Reports of the Bible show that at some point the Apostle Paul rebuked celibacy: "... a few apostarão of faith, giving heed to deceiving spirits and doctrines of demons, the hypocrisy of men who speak lies and have his own conscience seared, prohibiting marriage, and ordered abstinence from food ..." (I Tm 4.1-3) to ... "Have, in fact, the appearance of wisdom, in voluntary worship, feigned humility, and severity to the body, but do not have any value on the satisfaction of the flesh." (Col. 2.23).

After the beginning of Christianity, Apostles and shepherds, intermarried and were usually family.

Celibacy had its origin in the Roman clergy, after 304 a.d. in the Councils of Elvira and Nicaea which had forbidden religious ministers marry after ordination. The Catholic Church adopted the celibacy of priests and nuns in the middle ages, to defend their heritage, in order to avoid that became object of disputes by heirs, making it mandatory for clergy from 1537, during the papacy of Gregory VII, where a Roman Catholic priest to marry meant in excommunication and was barred from all spiritual functions. A married man who wanted to become a priest, had to leave his wife, and this also had to take the vow of chastity or he could not be ordained priest.

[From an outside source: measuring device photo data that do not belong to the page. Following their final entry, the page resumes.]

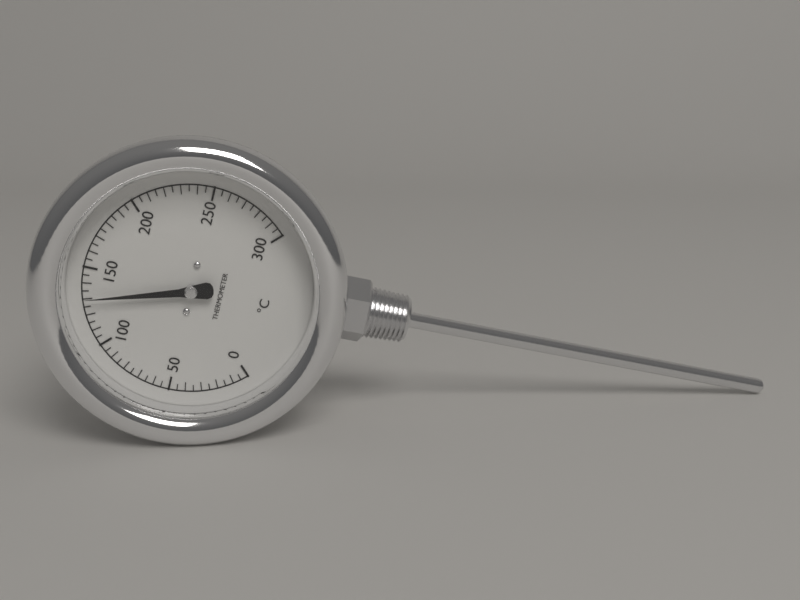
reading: 130 °C
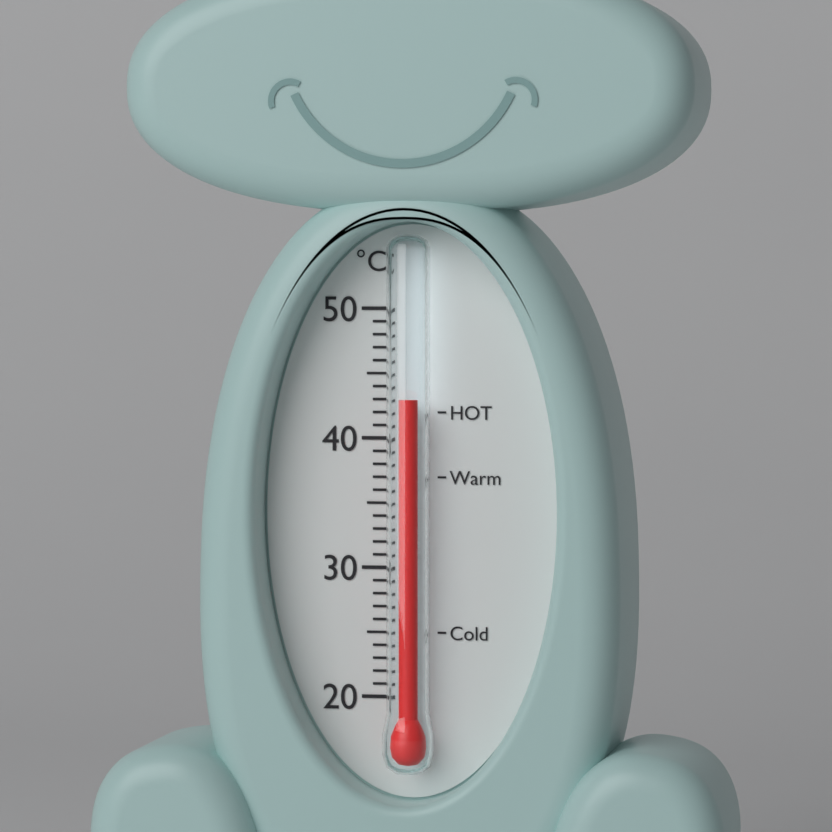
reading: 43 °C
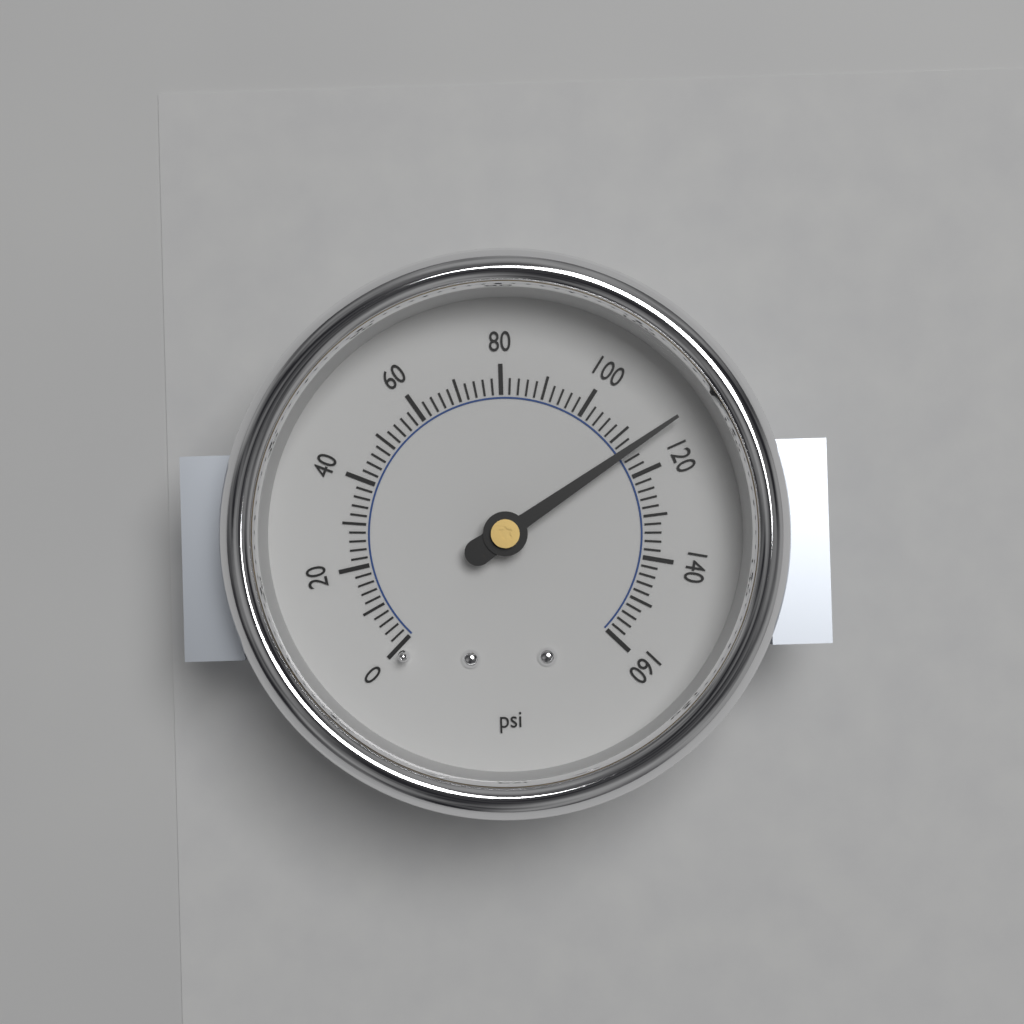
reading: 114 psi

According to the Canon law, the vow of celibacy is broken when the priest marries, but not necessarily when he has sex. The Church of Rome prohibits his priests to marry, but does not interfere in their private life.

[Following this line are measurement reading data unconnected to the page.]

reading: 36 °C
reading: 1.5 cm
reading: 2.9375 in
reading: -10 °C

The Catholic Church makes celibacy as a way to make the closest religious purpose of Jesus Christ.

Among the religious orders practitioners of celibacy are: Franciscans, Dominicans, Carmelites, Augustinians, Mercedarians and Servite.

In the East, the Orthodox Church encourages the ordering of a married clergy, believing that those who opt for celibacy, do it of my own free will.
Translated for educational purposes.